Making an 8 or 9 channel papertape reader from scratch
is not an
impossible exercise (witness the ancient Byte article referenced here
It's actuially fairly simple. The complicated bit of most commerical
readers is having to stop reliably on _this_ chracter, after reading at
full speed. For archiing tapes, assuming the machine you're using for the
archiving can keep up with the reader, you don't need this at all. Just
start the tape moving and grab the characters as they come.
every so often). Making a punchcard reader from
scratch is a very
different level of effort, so back then I figured that it'd be easier
Yes. The main problem is that there is no 'clock track' on a punched card.

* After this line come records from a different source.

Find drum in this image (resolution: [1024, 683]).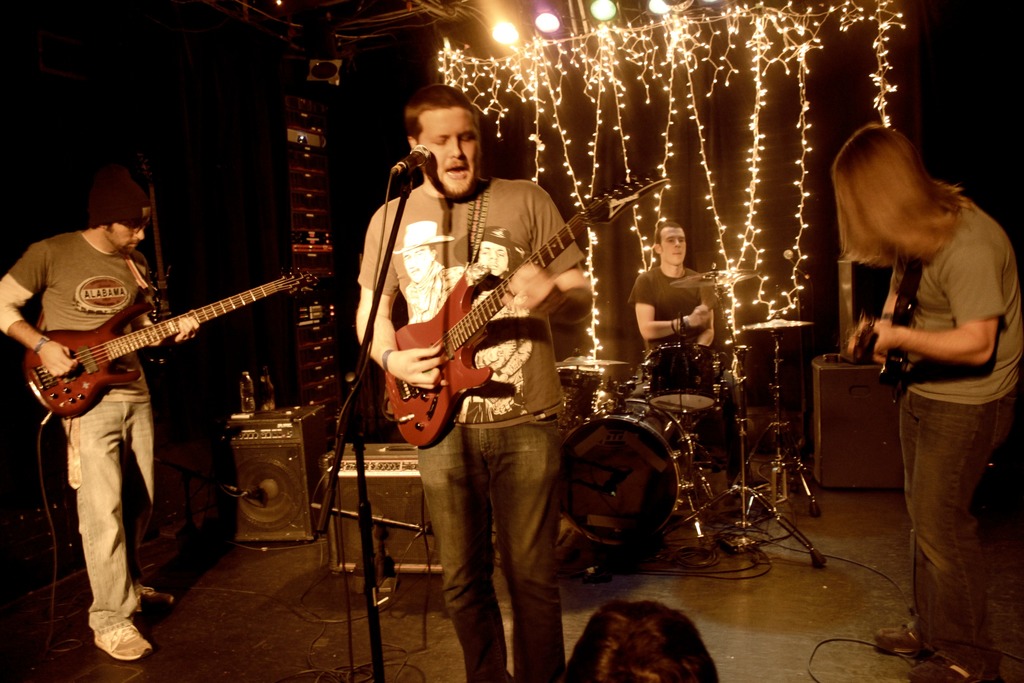
bbox(563, 397, 695, 547).
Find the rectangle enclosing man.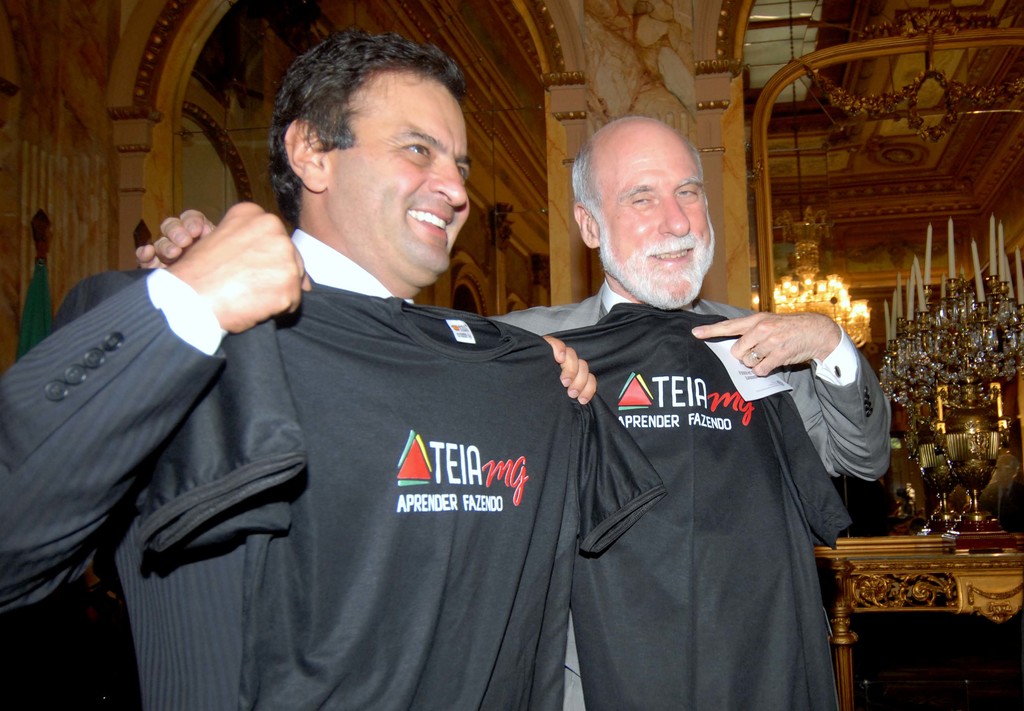
bbox=[0, 34, 600, 710].
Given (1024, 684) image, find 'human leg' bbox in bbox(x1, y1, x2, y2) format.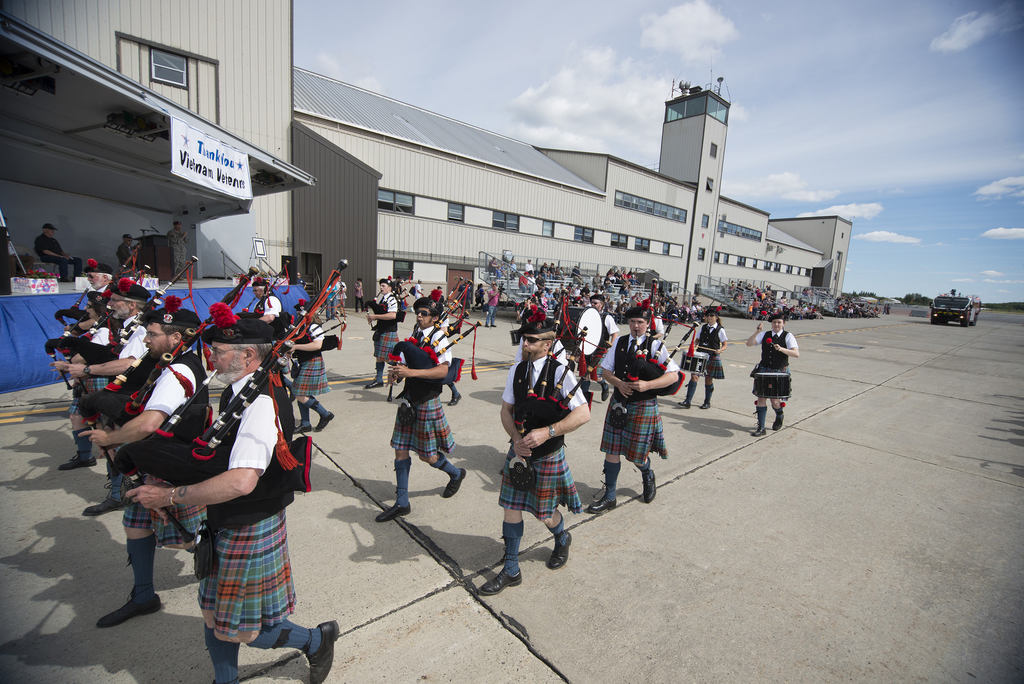
bbox(535, 506, 569, 573).
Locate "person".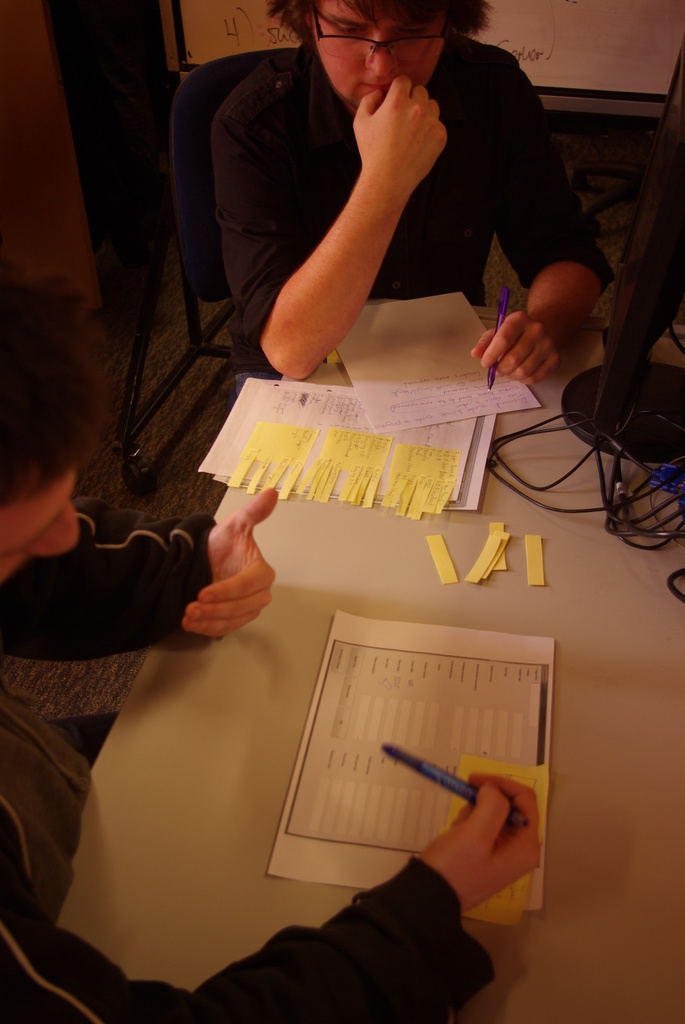
Bounding box: region(218, 0, 560, 406).
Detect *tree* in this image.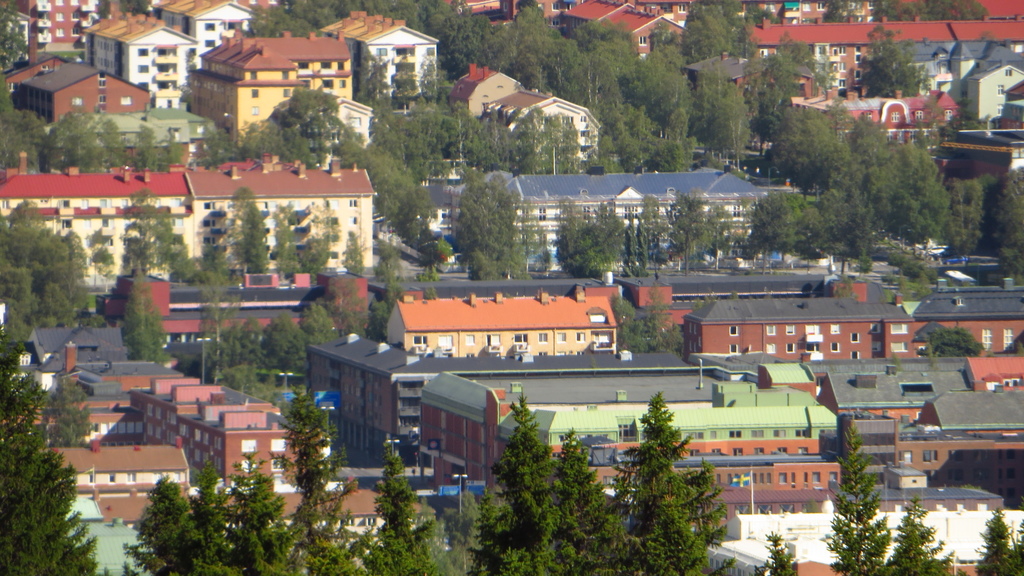
Detection: x1=857, y1=25, x2=932, y2=99.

On paper tape you can use the smaller sprocket holes as a timing
reference. on cards you have nothing like that, there will be blank
columns with no holes punched at all. The way my reader (A Documation
M200) does it is to move the card at constant speed using known-diamter
rollers, then to detect the leading edge of the card (basically when the
optical sensors g form all on to all off, then use that to produce an
internal clock signal that should align with the centres of the columns
(if you see what I mean) and us that to strobe the read logic.
My other card reader is mechancial (not optical) and partly home-made. I
got a reading head from some surplus plave. It has 480 (40 columns of 12)
mechancial contacs and a solenoid to lift the card against these
contacts. It reeads half the length of a stanard 80 column card and then
you put the card i nthe other way round to read the other half. I added a
board of logic chips to scna the columns (the unit came with a PCB
containing decodrs so you just had to give it a binary column number and
a ROM to turn the 12 row Hollerith code into ASCII), and then revese the
scan direction to read the second half of the card. It probably would
have been simplier with a microcontroller, but this was years ago, and
anyway the necessary TTL fitted easily onto a 6" * 4" prototyping board.